Question about forwarders...

Brian Thomas wolfie at boldfish.com
Tue Sep 19 19:38:58 UTC 2000


Standard disclaimer: If this topic has been covered recently, I apologize.

In testing the configurationg of forwarding-only servers, my experience is
that when a lookup is done, the first server in the list of forwarders
is always chosen -- It does not round-robin or randomly choose a server to
try.

While this isn't critical, it does cause problems. For example, if the
first forwarder in the list is unavailable, only then will lookups use the
next one. Meaning I now have a spankin' new cache on that second
forwarder, requiring every single name be recursively looked up since
it's bereft of entries. Second, I can't load-balance the requests across
multiple forwarders, I'm always going to have one that gets more and
more pegged and memory-starved as it's cache grows.

For the record, the situation is I have is a large farm of MTA's 
delivering mail to many recipients. I want to run a caching-only
server on each of those MTA's for speedy lookups, and have two (Or more)
dedicated servers to act as forwarders for outbound lookups. That should
limit the Internet traffic (Since the caching servers will never talk
over the 'net link), and insure the dedicated forwarders have large
caches for multiple lookups on the same domain.

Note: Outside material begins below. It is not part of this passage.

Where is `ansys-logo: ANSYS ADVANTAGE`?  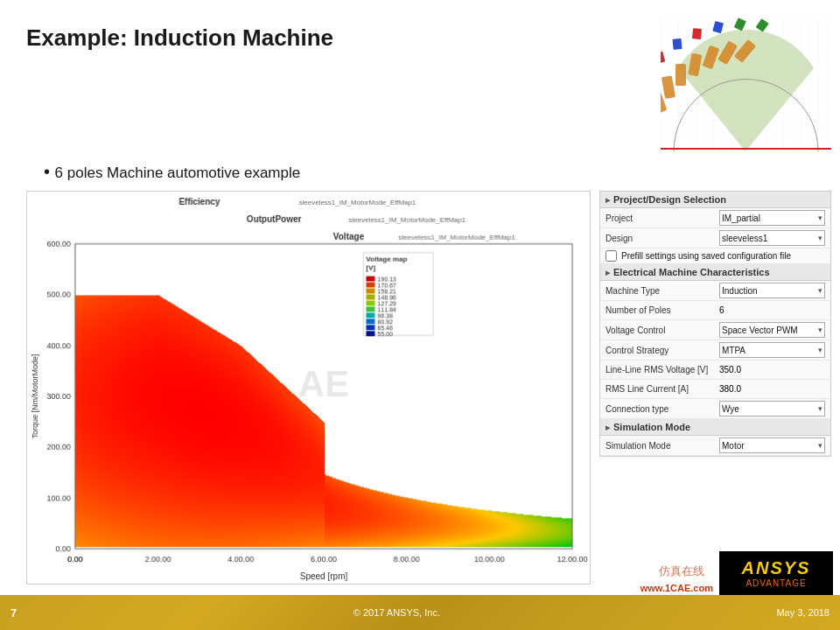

No, this isn't for spamming. :)

Here's a test named.conf I was using:

acl internals { 192.168.0.0/24; 127.0.0.0/24; };

options {
        forward only;
        forwarders { 192.168.0.5; 192.168.0.25; };
        allow-transfer { internals; };
        allow-query { internals; };
        allow-recursion { internals; };
};

Snoops of lookups through this server demonstrate shows traffic only
between the caching server and 192.168.0.5. The .25 nameserver is not
quieried unless the .5 server is not responding.